SYNOPSIS: Heated attack on rising inequality in America. Describes character of Bay Area as center of New Economy and New Inequality
In 1970 we were that kind of society. Today we are not, and we become less like one with each passing year.
Ever since the election of Ronald Reagan, right-wing radicals have insisted that they started a revolution in America. They are half right. If by a revolution we mean a change in politics, economics, and society that is so large as to transform the character of the nation, then there is indeed a revolution in progress. The radical right did not make this revolution, although it has done its best to help it along. If anything, we might say that the revolution created the new right. But whatever the cause, it has become urgent that we appreciate the depth and significance of this new American revolution -- and try to stop it before it becomes irreversible.
The consequences of the revolution are obvious in cities across the nation. Since I know the area well, let me take you on a walk down University Avenue in Palo Alto, California.
Palo Alto is the de facto village green of Silicon Valley, a tree-lined refuge from the valley's freeways and shopping malls. People want to live here despite the cost -- rumor has it that a modest three-bedroom house sold recently for $1.6 million -- and walking along University you can see why. Attractive, casually dressed people stroll past trendy boutiques and restaurants; you can see a cooking class in progress at the fancy new kitchenware store. It's a cheerful scene, even if you have to detour around the people sleeping in doorways and have to avoid eye contact with the beggars. (The town council plans to crack down on street people, so they probably won't be here next year, anyway.)
If you tire of the shopping district and want to wander further afield, you might continue down University Avenue, past the houses with their well-tended lawns and flower beds -- usually there are a couple of pickup trucks full of Hispanic gardeners in sight. But don't wander too far. When University crosses Highway 101, it enters the grim environs of East Palo Alto. Though it has progressed in the past few years, as recently as 1992 East Palo Alto was the murder capital of the nation and had an unemployment rate hovering around 40 percent. Luckily, near the boundary, where there is a cluster of liquor stores and check-cashing outlets, you can find two or three police cruisers keeping an eye on the scene -- and, not incidentally, serving as a thin blue line protecting the nice neighborhood behind them.
Nor do you want to head down 101 to the south, to "Dilbert Country" with its ranks of low-rise apartments, the tenements of the modern prole tariat -- the places from which hordes of lower-level white-collar workers drive to sit in their cubicles by day and to which they return to watch their VCRs by night.
No. Better to head up into the hills. The "estates" brochure at Coldwell Banker real estate describes the mid-Peninsula as "an area of intense equestrian character," and when you ascend to Woodside-Atherton, which the New York Times has recently called one of "America's born-again Newports," there are indeed plenty of horses, as well as some pretty imposing houses.
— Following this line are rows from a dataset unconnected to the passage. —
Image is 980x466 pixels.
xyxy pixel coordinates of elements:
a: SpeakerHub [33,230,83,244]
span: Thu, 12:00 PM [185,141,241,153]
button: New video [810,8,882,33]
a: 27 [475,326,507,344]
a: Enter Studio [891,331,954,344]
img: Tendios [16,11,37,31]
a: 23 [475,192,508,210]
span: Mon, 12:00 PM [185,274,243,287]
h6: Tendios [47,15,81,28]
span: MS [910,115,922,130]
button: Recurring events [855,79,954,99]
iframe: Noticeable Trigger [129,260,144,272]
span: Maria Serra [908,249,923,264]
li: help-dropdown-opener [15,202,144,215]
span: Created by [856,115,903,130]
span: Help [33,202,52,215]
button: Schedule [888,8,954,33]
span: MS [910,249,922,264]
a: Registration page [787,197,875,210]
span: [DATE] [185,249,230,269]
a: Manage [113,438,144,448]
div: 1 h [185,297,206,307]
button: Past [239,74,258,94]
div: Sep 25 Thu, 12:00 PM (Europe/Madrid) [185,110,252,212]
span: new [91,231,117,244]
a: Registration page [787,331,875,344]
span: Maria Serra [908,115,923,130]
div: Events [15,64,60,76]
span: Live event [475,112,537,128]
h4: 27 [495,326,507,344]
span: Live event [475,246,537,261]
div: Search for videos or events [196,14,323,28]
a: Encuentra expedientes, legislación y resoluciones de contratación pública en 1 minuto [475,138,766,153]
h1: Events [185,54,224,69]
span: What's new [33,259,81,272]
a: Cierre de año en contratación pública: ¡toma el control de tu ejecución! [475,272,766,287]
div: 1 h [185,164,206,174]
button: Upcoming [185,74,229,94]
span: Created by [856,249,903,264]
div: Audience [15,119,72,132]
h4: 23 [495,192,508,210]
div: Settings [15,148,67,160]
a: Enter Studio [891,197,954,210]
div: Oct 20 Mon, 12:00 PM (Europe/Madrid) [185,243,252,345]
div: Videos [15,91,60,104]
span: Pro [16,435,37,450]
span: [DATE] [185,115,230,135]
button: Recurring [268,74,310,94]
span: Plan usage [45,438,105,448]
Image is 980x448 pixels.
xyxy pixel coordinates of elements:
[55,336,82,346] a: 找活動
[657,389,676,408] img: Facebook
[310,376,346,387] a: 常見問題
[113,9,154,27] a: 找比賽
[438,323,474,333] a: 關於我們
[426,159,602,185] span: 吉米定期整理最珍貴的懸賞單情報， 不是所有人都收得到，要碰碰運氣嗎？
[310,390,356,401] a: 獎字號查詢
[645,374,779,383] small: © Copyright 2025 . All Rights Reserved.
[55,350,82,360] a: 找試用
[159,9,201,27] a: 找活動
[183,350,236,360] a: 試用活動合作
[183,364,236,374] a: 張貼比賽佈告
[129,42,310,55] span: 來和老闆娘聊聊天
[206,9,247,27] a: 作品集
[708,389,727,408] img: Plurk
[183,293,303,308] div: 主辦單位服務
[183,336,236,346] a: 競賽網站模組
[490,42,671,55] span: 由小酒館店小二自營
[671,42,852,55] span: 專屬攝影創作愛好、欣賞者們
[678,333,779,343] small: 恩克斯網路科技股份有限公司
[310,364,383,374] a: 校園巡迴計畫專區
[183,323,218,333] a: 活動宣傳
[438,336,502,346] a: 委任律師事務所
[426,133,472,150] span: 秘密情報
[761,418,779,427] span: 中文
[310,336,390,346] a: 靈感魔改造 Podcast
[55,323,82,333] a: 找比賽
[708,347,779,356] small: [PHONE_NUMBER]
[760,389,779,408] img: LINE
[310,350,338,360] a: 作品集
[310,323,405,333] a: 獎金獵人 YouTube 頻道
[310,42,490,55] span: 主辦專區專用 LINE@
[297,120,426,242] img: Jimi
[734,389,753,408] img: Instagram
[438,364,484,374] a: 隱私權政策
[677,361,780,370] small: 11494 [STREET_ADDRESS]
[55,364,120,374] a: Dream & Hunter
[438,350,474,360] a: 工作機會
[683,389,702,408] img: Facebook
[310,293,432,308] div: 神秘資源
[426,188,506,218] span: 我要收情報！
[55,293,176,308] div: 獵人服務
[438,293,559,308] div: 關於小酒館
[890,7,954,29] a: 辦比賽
If you look hard enough, you might catch a glimpse of one of the new $10 million-plus mansions that are going up in growing numbers.
What few people realize is that this vast gap between the affluent few and the bulk of ordinary Americans is a relatively new fixture on our social landscape. People believe these scenes are nothing new, even that it is utopian to imagine it could be otherwise.
But it has not always been thus -- at least not to the same extent. I didn't see Palo Alto in 1970, but longtime residents report that it was a mixed town in which not only executives and speculators but schoolteachers, mailmen, and sheet-metal workers could afford to live. At the time, I lived on Long Island, not far from the old Great Gatsby area on the North Shore. Few of the great mansions were still private homes then (who could afford the servants?); they had been converted into junior colleges and nursing homes, or deeded to the state as historic monuments. Like Palo Alto, the towns contained a mix of occupations and education levels -- no surprise, given that skilled blue-collar workers often made as much as, or more than, white-collar middle managers.
Now, of course, Gatsby is back. New mansions, grander than the old, are rising by the score; keeping servants, it seems, is no longer a problem. A couple of years ago I had dinner with a group of New York investment bankers. After the business was concluded, the talk turned to their weekend homes in the Hamptons. Naively, I asked whether that wasn't a long drive; after a moment of confused silence, the answer came back: "But the helicopter only takes half an hour."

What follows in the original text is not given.